Sunday, February 09, 2014

Rashmi bookmarks “Madame Bovary”


“When she knelt on her Gothic prie-Dieu, she addressed to the Lord the same suave words that she had murmured formerly to her lover in the outpourings of adultery”. For me, this sentence quite summed up the heroine of Gustave Flaubert’s story of Emma Bovary, the woman who tried to live out all facets of her life based on a romance novel. It speaks volumes that upon her return from riding with Rodolphe Boulanger, with whom she goes on to have her first extra-marital affair, the first thing she does is “recall the heroines of the books she had read”.

As far as the character of Madame Bovary goes, I have to say, I was neither very interested nor very impressed. To be very honest, I think at some point I felt that had this been an adulterous woman who wielded some power or sway over her various conquests, it would have made for a better story.

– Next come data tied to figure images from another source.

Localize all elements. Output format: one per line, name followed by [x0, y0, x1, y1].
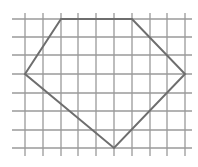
grid-svg [0, 0, 198, 167]
grid-diagram [0, 0, 198, 167]
pentagon-shape [25, 19, 185, 148]
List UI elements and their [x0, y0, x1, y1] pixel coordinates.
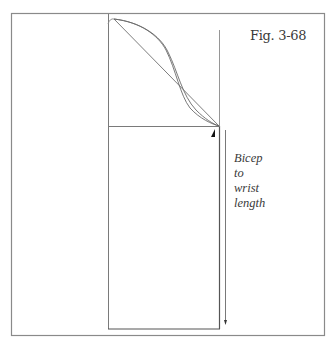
measurement-arrow-head [224, 320, 227, 325]
measurement-label-line: wrist [234, 181, 265, 196]
outer-frame [12, 14, 325, 336]
sleeve-draft-diagram [0, 0, 335, 345]
diagram-canvas: Fig. 3-68 Bicep to wrist length [0, 0, 335, 345]
measurement-label: Bicep to wrist length [234, 151, 265, 211]
notch-marker [211, 129, 215, 137]
measurement-label-line: to [234, 166, 265, 181]
cap-diagonal-guide [114, 19, 219, 126]
figure-label: Fig. 3-68 [250, 28, 306, 43]
measurement-label-line: Bicep [234, 151, 265, 166]
measurement-label-line: length [234, 196, 265, 211]
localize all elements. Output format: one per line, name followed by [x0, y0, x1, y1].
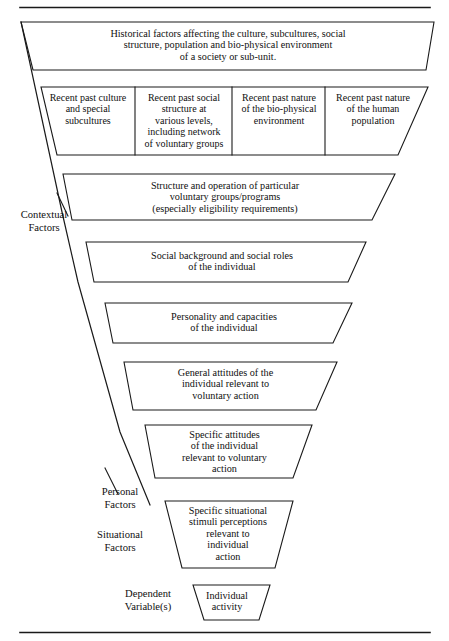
structure-and-operation-label: Structure and operation of particular vo…: [75, 180, 375, 214]
specific-attitudes-label: Specific attitudes of the individual rel…: [155, 429, 294, 475]
general-attitudes-label: General attitudes of the individual rele…: [134, 367, 317, 401]
specific-situational-stimuli-label: Specific situational stimuli perceptions…: [175, 505, 281, 562]
personality-and-capacities-label: Personality and capacities of the indivi…: [114, 311, 334, 334]
figure-canvas: Historical factors affecting the culture…: [0, 0, 449, 641]
recent-past-culture-label: Recent past culture and special subcultu…: [42, 92, 134, 126]
recent-past-human-population-label: Recent past nature of the human populati…: [327, 92, 419, 126]
situational-factors-label: Situational Factors: [80, 529, 160, 554]
contextual-factors-label: Contextual Factors: [7, 209, 81, 234]
individual-activity-label: Individual activity: [196, 590, 258, 613]
social-background-label: Social background and social roles of th…: [96, 250, 348, 273]
personal-factors-label: Personal Factors: [86, 486, 154, 511]
recent-past-bio-physical-label: Recent past nature of the bio-physical e…: [234, 92, 324, 126]
historical-factors-label: Historical factors affecting the culture…: [40, 28, 416, 62]
recent-past-social-structure-label: Recent past social structure at various …: [137, 92, 231, 149]
dependent-variables-label: Dependent Variable(s): [108, 588, 188, 613]
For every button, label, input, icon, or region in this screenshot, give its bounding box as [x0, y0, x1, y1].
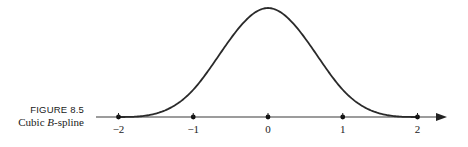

Because Madame Bovary is so given to weeping and wilting over relations that do not even have the remotest justification to begin with, I was getting a bit tired of her dramatics. While I could certainly see the effect of a clash between romance novels and harsh reality on a young and sheltered mind, I could not get behind the very desperate and servile affectations she brought into every relationship.

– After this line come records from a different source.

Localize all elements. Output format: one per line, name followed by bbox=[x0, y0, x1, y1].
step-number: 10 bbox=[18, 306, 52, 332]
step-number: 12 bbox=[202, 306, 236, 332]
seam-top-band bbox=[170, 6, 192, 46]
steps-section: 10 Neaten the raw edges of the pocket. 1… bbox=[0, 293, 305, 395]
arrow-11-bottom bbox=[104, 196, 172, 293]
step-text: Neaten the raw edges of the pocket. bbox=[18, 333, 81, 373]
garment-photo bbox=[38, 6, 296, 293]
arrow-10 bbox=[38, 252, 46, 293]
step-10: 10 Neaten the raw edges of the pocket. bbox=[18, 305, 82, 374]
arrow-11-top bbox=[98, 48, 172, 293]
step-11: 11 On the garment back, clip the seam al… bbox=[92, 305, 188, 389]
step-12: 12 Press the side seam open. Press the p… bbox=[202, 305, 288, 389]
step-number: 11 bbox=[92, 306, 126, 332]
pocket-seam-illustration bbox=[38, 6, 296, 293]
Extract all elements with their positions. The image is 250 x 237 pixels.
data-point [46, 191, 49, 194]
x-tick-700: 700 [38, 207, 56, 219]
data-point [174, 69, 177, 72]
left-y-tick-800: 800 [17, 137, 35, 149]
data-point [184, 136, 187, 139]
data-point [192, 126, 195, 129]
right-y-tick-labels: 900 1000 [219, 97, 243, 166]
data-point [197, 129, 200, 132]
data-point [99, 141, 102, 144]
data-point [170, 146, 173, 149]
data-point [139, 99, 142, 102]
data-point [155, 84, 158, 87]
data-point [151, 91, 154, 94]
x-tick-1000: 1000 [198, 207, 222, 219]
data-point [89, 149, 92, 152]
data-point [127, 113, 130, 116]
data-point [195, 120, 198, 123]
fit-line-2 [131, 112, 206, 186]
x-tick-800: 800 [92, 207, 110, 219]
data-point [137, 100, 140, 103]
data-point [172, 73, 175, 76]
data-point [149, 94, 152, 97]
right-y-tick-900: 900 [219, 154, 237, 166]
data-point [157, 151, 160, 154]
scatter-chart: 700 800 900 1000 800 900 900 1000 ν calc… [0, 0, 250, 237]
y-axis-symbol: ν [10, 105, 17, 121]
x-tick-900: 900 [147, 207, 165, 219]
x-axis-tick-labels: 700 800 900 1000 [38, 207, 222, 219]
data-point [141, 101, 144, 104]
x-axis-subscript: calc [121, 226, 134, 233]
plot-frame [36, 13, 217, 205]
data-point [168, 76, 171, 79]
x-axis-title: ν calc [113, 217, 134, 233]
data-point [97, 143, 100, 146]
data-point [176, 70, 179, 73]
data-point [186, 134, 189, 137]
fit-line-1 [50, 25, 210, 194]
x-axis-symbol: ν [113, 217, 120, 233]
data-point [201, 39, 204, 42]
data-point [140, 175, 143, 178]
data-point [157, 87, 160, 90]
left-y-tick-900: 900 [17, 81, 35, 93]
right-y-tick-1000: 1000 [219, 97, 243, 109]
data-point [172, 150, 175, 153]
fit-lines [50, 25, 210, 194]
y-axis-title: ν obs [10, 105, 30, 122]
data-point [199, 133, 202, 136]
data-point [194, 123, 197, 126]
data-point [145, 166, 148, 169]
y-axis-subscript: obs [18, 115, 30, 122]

That said I still could not stop reading this book for the sheer power of its rich narrative. Through the romanticized eyes of a disillusioned woman, we travel back to beginning-mid 19th century France, and experience rural French life, with all its regular people and their mundane jobs and their harmless gossiping and harmful plotting … and that, for me, is what makes ‘Madame Bovary’ (I read the translation by Eleanor Marx-Aveling) such an unforgettable reading experience.